Gets the available states for work items in Plan for a given application
AI agents call get_available_states to retrieve information from MCP DevOps Plan Server without modifying anything — typically the context-gathering step in research, monitoring, and reporting workflows, before the agent takes action elsewhere.
This tool queries and returns metadata (available work item states) for a given application. It is a read-only operation that retrieves information without creating, modifying, deleting, or executing external operations. The low severity reflects minimal blast radius if misused—an agent could only consume information about valid state values.
From the tool's definition Tool name 'get_available_states' and description 'Gets the available states' indicate a retrieval operation with no modification or side effects.
Attacks that exploit this kind of access
Gets the available states for work items in Plan for a given application. It is categorised as a Read tool in the MCP DevOps Plan Server MCP Server, which means it retrieves data without modifying state.
Register the MCP DevOps Plan Server MCP server in PolicyLayer and add a rule for get_available_states: allow, deny, rate-limit, or require approval.
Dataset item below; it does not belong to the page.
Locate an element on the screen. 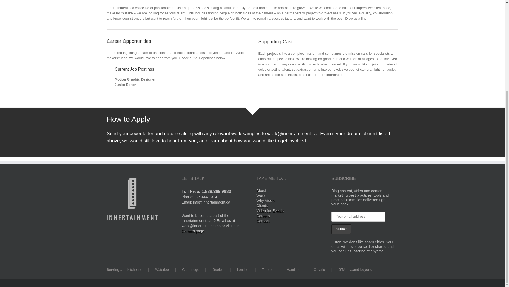 The image size is (509, 287). Careers page. is located at coordinates (193, 230).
Point your MCP client at the PolicyLayer proxy URL and the rule is enforced on every call, before it reaches MCP DevOps Plan Server. Nothing to install.
get_available_states is a Read tool with low risk. Read-only tools are generally safe to allow by default.
Yes. Add a rate_limit block to the get_available_states rule in your PolicyLayer policy. For example, setting max: 10 and window: 60 limits the tool to 10 calls per minute. Rate limits are tracked per agent session and reset automatically.
Set action: deny in the PolicyLayer policy for get_available_states. The AI agent will receive a policy violation error and cannot call the tool. You can also include a reason field to explain why the tool is blocked.
get_available_states is provided by the MCP DevOps Plan Server MCP server (mrchris2000/mcp-devops-plan). PolicyLayer sits as a proxy in front of this server to enforce policies before tool calls reach the server.
Every MCP server has a record like this.
Type a name, get the same breakdown: verified identity, auth posture, risk grade, capabilities, recommended policy.